Hampton: So, communication again.

Newcomb: Always communication.

Hampton: We’ve talked about rethinking budgeting, overcoming overspending, and how to avoid arguing about money because we’re going to communicate. What’s your advice to the audience if they experience a setback and if they experience a win?

Newcomb: Yeah, so whenever you experience a win, even if it’s just that you’ve always argued when it comes to money and this time you just had a conversation. You know? You just talked about what was money like for you growing up and you learned a little bit. Stop there, take that win, and walk away because what you found is that you don’t always argue when it comes to money. Now there’s at least one time that you didn’t, and the more that you build that up, it will strengthen your relationship. It will make it easier to talk about. You can’t necessarily dive into the deep end and expect for it all to work out just because you’ve learned that there’s some emotional things happening here. I think when you have a win, savor it. We tend to hold on to the negative more than the positive. And when you have a setback, you’ve got to let it go. It is so normal. Behavior change takes time, especially if you’re trying to communicate with another person. It will not happen overnight. But baby steps do lead us where we want to go.

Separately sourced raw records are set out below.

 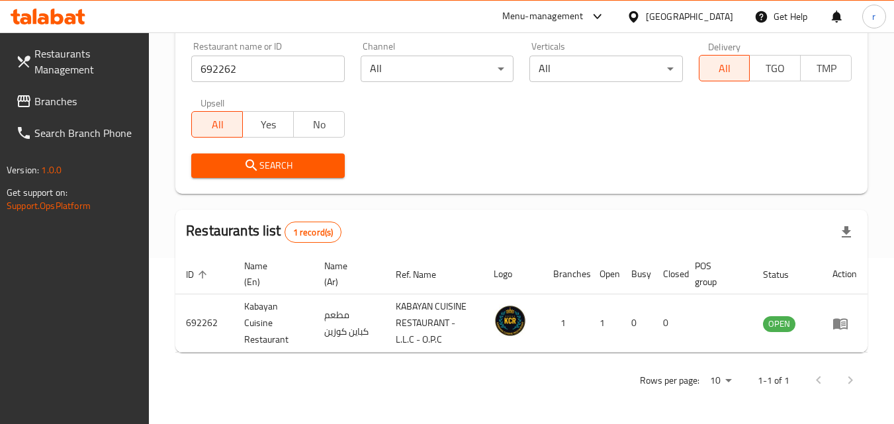 I want to click on span: Name (En), so click(x=271, y=274).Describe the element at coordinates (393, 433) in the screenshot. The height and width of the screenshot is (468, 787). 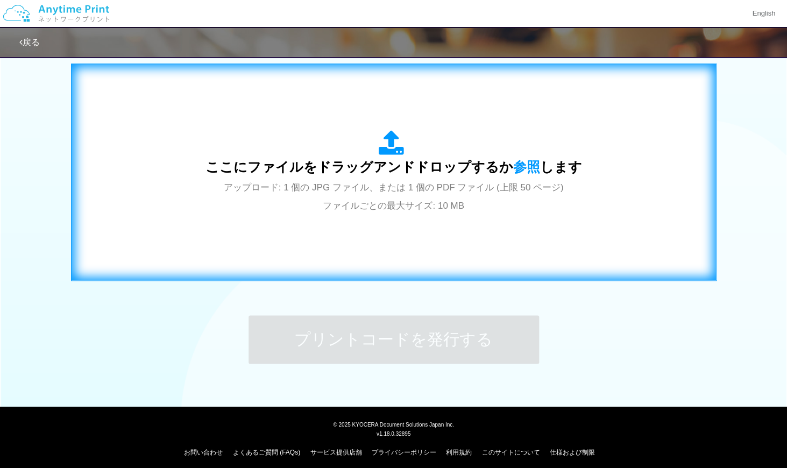
I see `span: v1.18.0.32895` at that location.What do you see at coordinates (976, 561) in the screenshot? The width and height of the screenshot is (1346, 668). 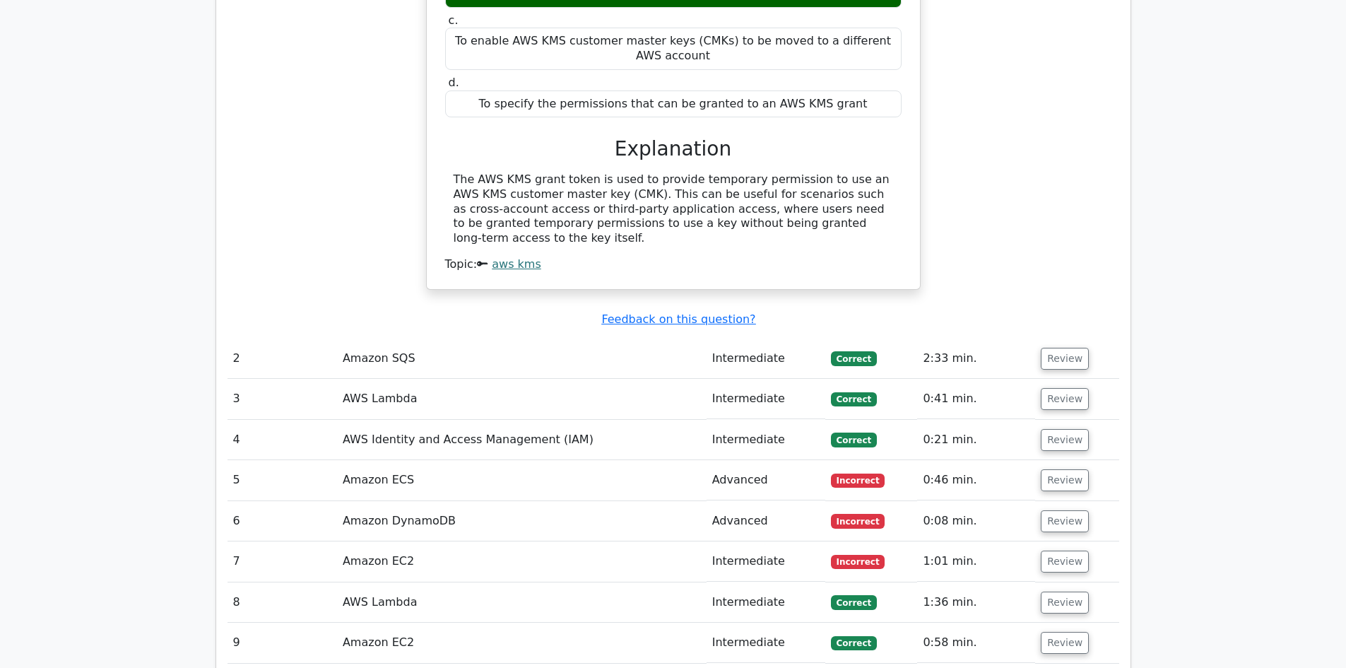 I see `td: 1:01 min.` at bounding box center [976, 561].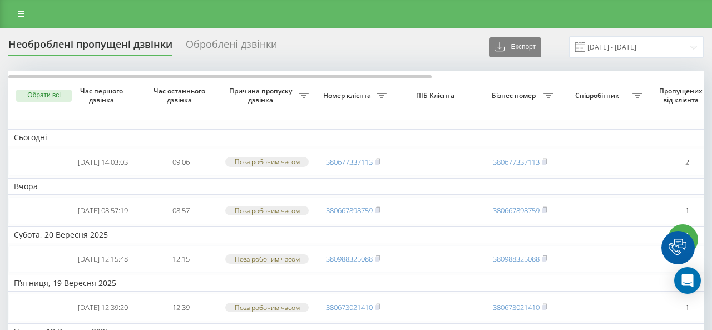 The image size is (712, 330). Describe the element at coordinates (262, 95) in the screenshot. I see `span: Причина пропуску дзвінка` at that location.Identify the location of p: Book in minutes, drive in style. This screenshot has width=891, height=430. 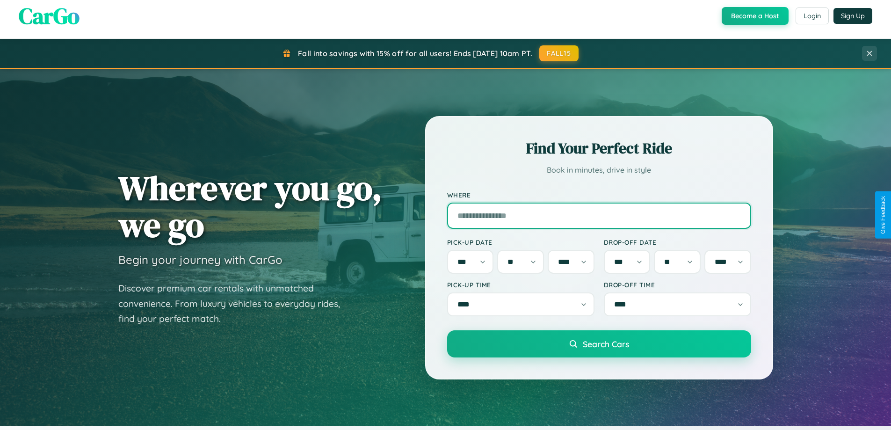
(599, 170).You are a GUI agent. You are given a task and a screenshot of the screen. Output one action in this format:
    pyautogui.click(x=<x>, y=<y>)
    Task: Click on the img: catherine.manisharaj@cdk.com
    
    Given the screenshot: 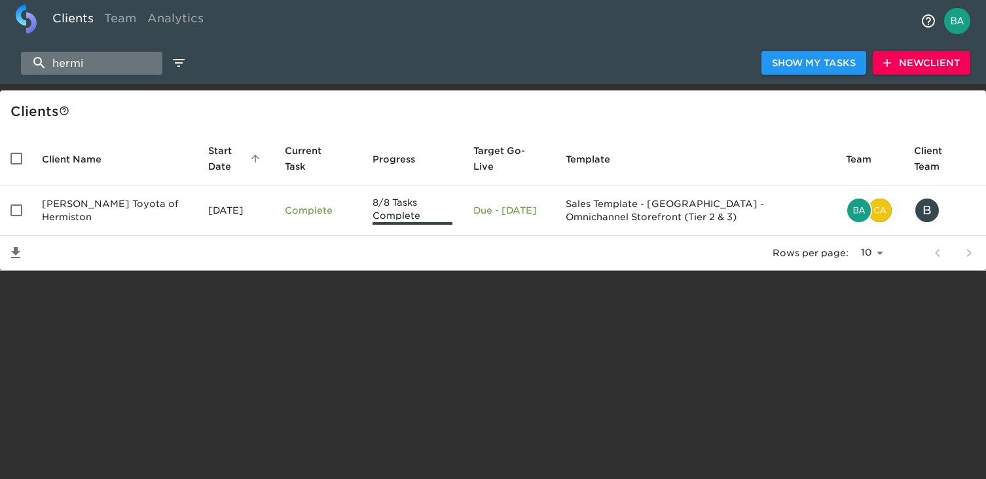 What is the action you would take?
    pyautogui.click(x=880, y=210)
    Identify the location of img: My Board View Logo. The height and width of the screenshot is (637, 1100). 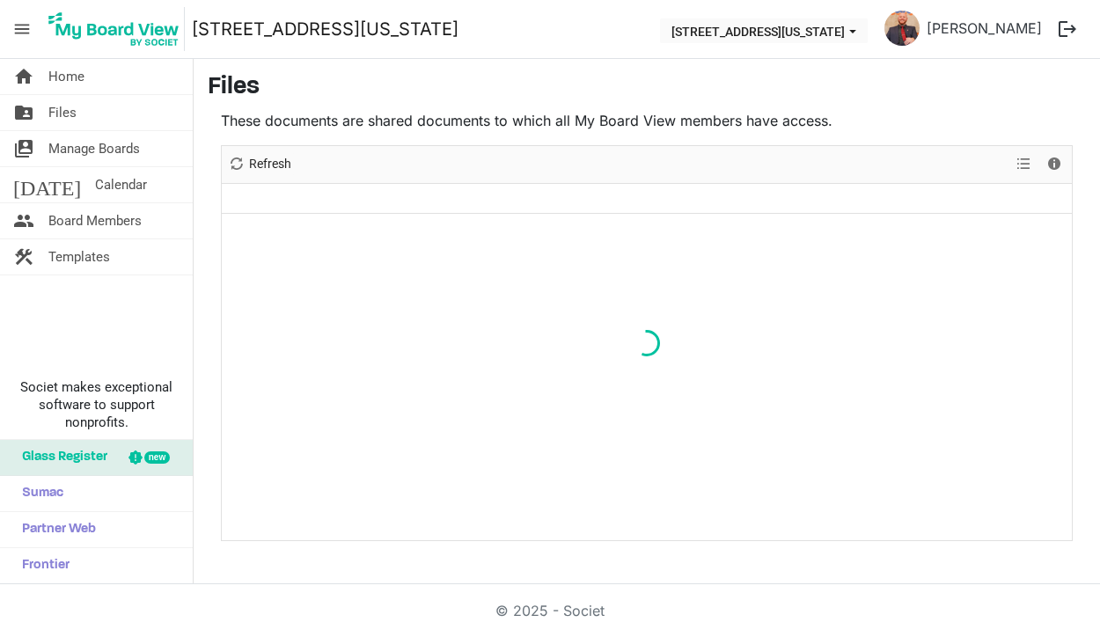
(114, 29).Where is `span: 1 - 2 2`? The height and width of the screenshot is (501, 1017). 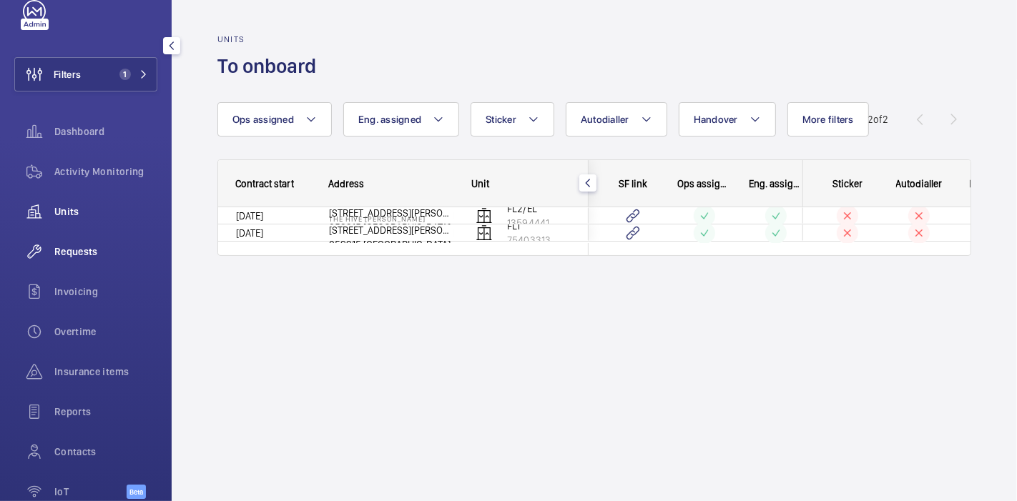
span: 1 - 2 2 is located at coordinates (872, 119).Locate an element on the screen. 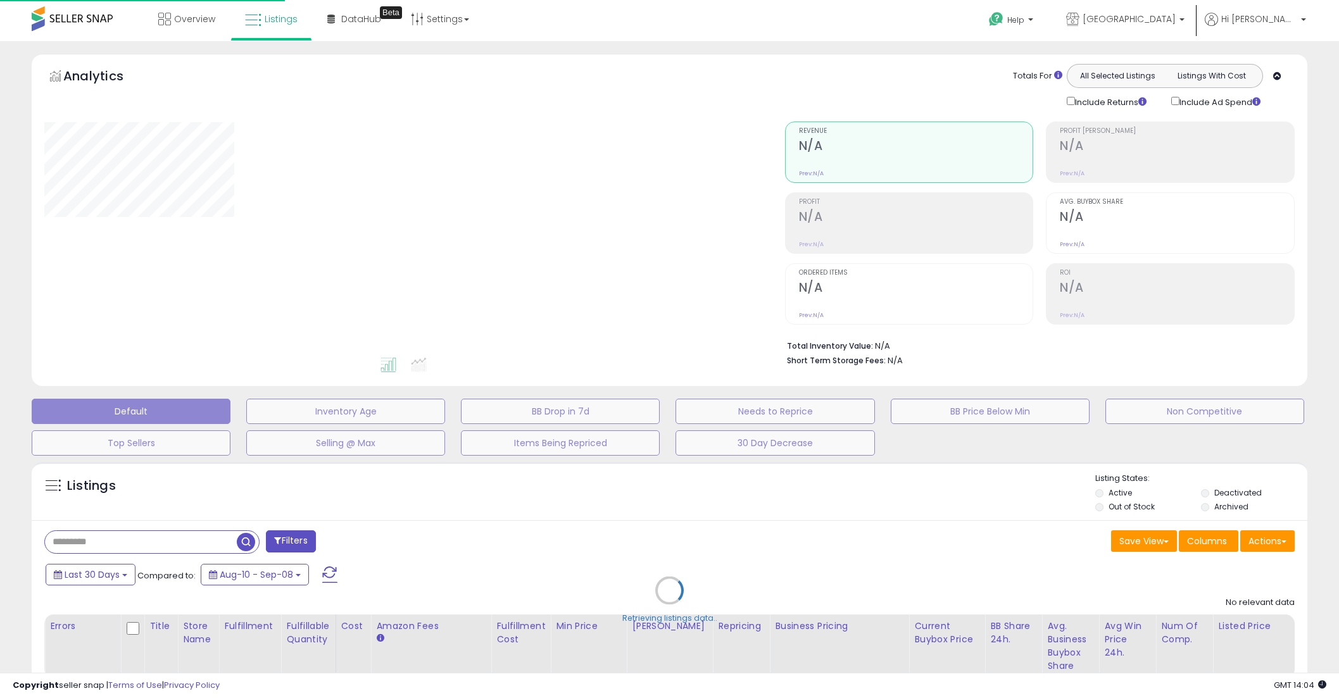  span: Avg. Buybox Share is located at coordinates (1177, 202).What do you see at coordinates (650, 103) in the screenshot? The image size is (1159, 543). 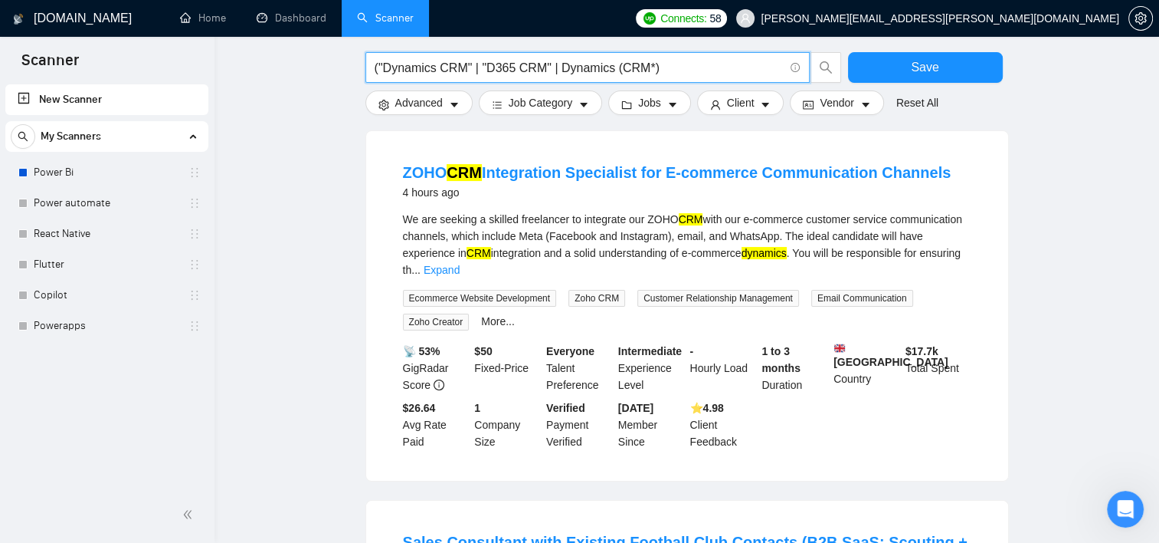 I see `button: folderJobscaret-down` at bounding box center [650, 103].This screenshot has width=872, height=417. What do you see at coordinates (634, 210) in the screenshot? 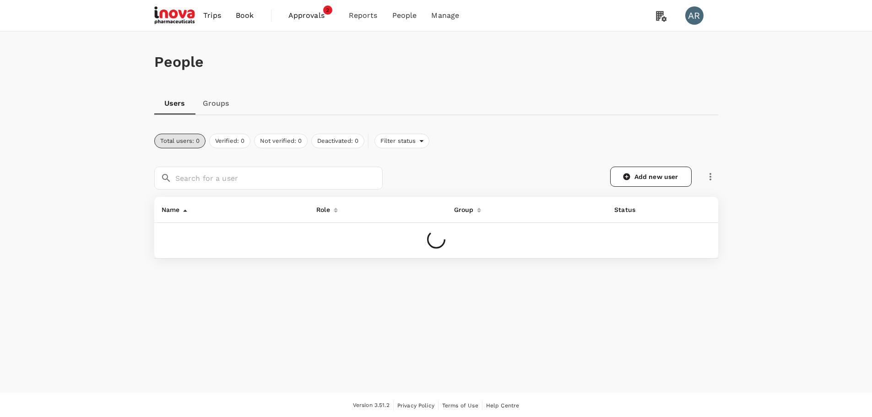
I see `th: Status` at bounding box center [634, 210].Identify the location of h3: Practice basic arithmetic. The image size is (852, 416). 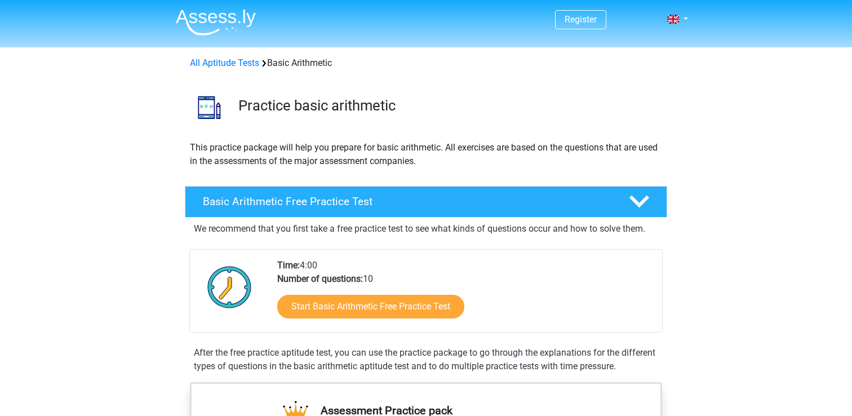
(448, 105).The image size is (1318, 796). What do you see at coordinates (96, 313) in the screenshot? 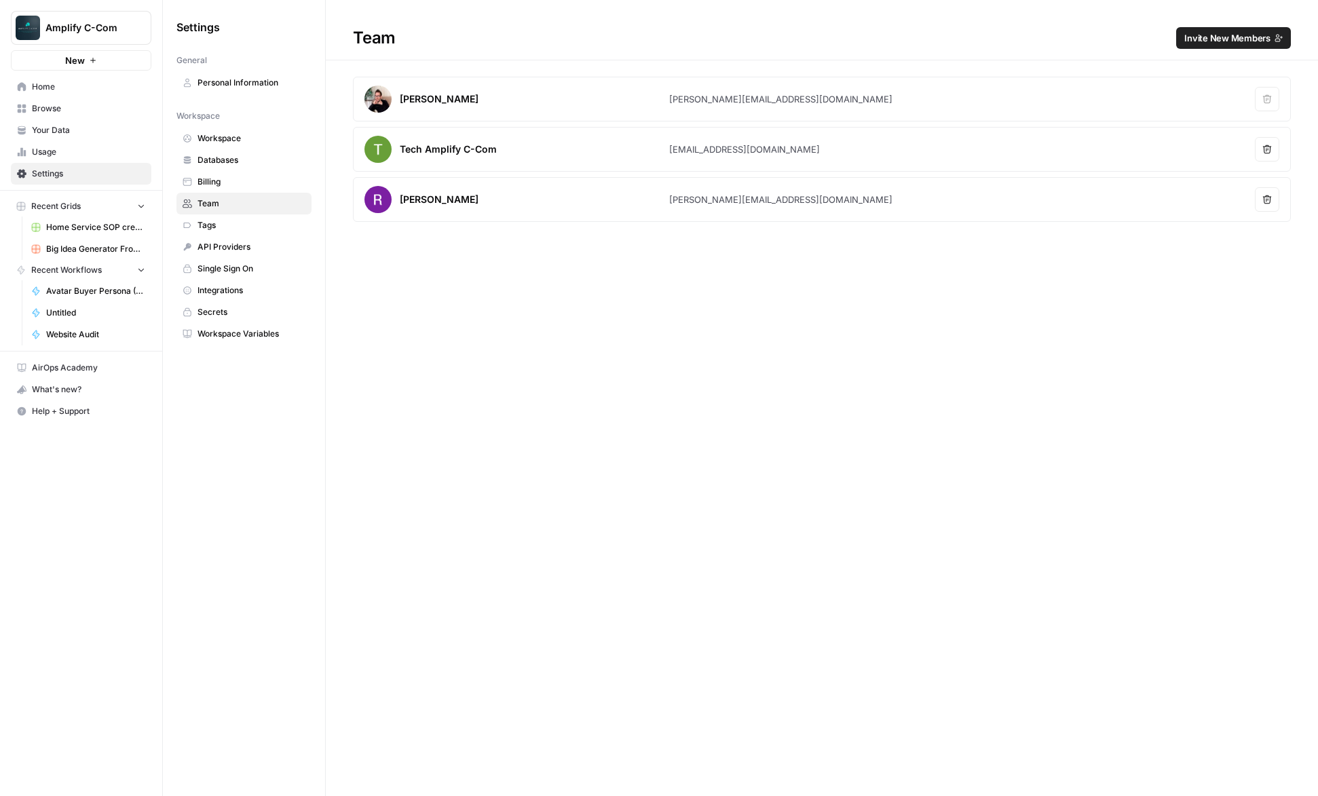
I see `span: Untitled` at bounding box center [96, 313]. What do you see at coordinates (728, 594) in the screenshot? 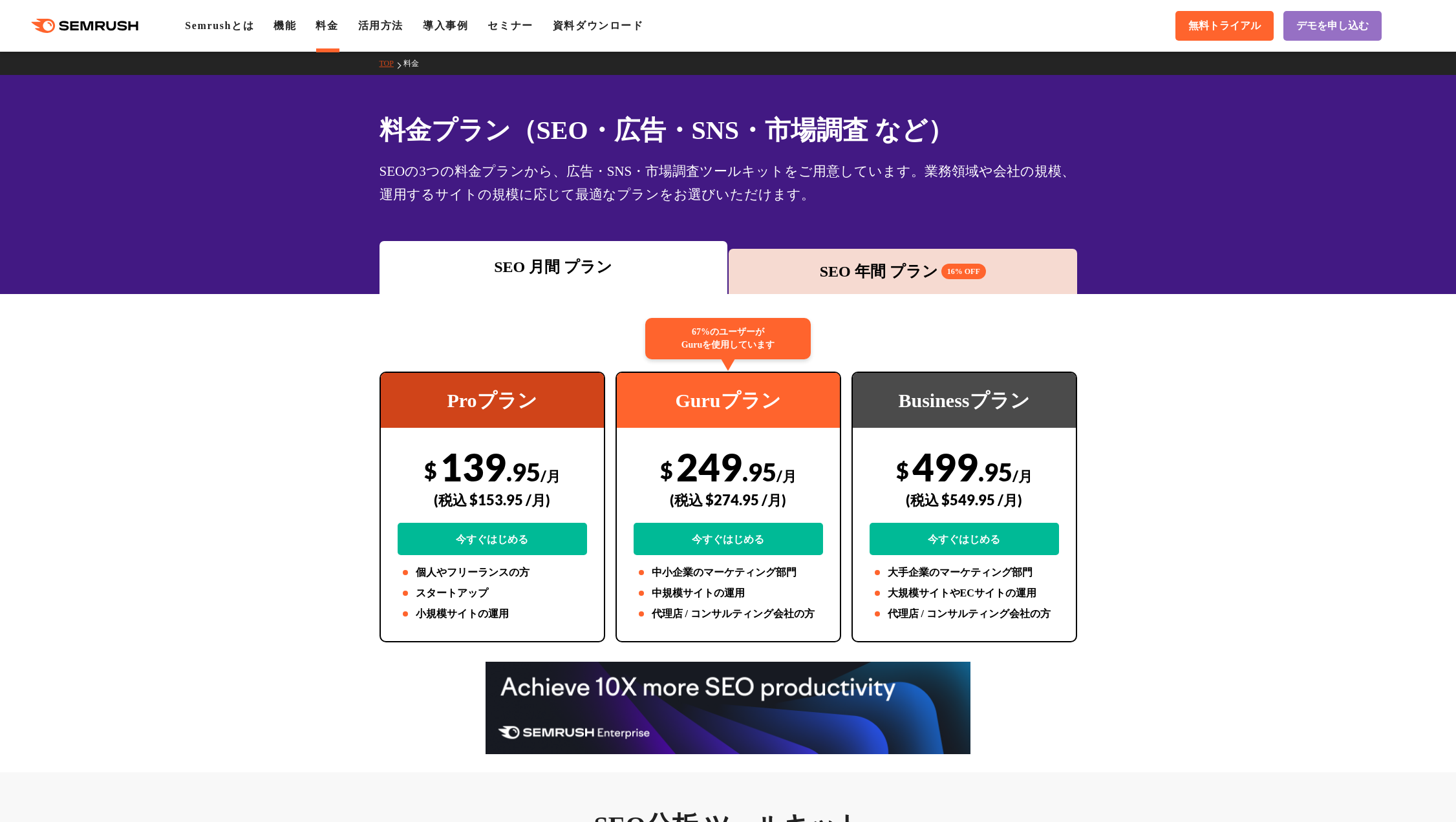
I see `li: 中規模サイトの運用` at bounding box center [728, 594].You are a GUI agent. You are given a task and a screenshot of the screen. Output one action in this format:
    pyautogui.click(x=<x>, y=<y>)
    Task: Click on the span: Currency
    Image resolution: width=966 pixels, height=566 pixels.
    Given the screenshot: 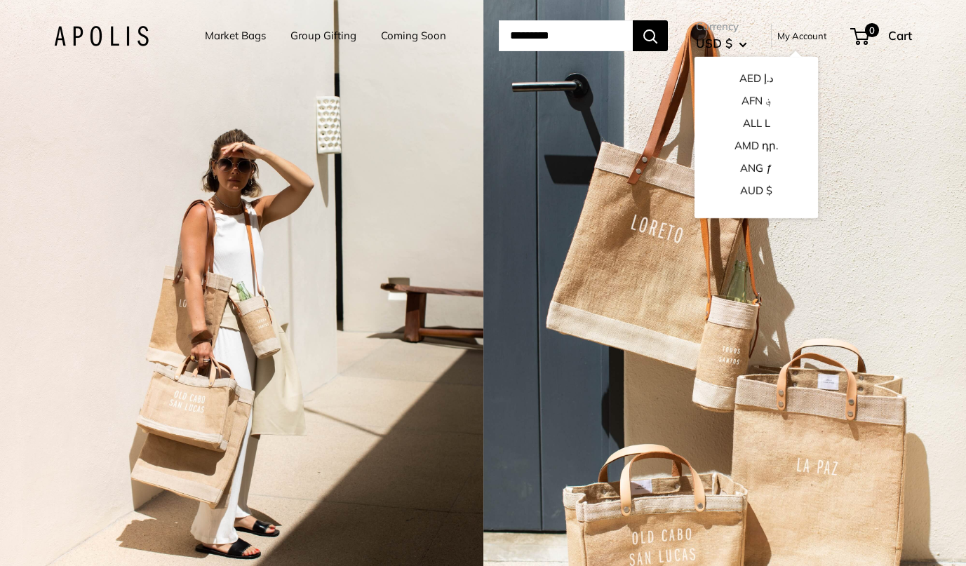 What is the action you would take?
    pyautogui.click(x=721, y=27)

Hampton: Thanks, Sarah, for sharing advice. Much needed advice on how to reset our money priorities in the new year.

Newcomb: Thank you.

Hampton: That was Part 2 of Create a New Financial Plan for the New Year with Morningstar, Inc.’s director of financial psychology, Sarah Newcomb. Be sure to check out Part 1 if you missed it. Thanks to Sarah for providing financial tips like how to reframe how we think and talk about money. I’m thanking podcast producer Jake Vankersen for his hard work. And thanks to all of you for tuning into this special episode of Investing Insights. Subscribe to Morningstar’s YouTube channel for videos about investment ideas, market news, and personal finance. I’m your host, Ivanna Hampton. I’m a senior multimedia editor here at Morningstar. Take care.

Read about topics from this episode.

Hate Budgeting? Try Rethinking It.

Got the Urge to Splurge? 4 Steps to Overcome Your Overspending Habit

How to Avoid Arguing Over Money By Sarah Newcomb

The author or authors do not own shares in any securities mentioned in this article. Find out about Morningstar’s editorial policies.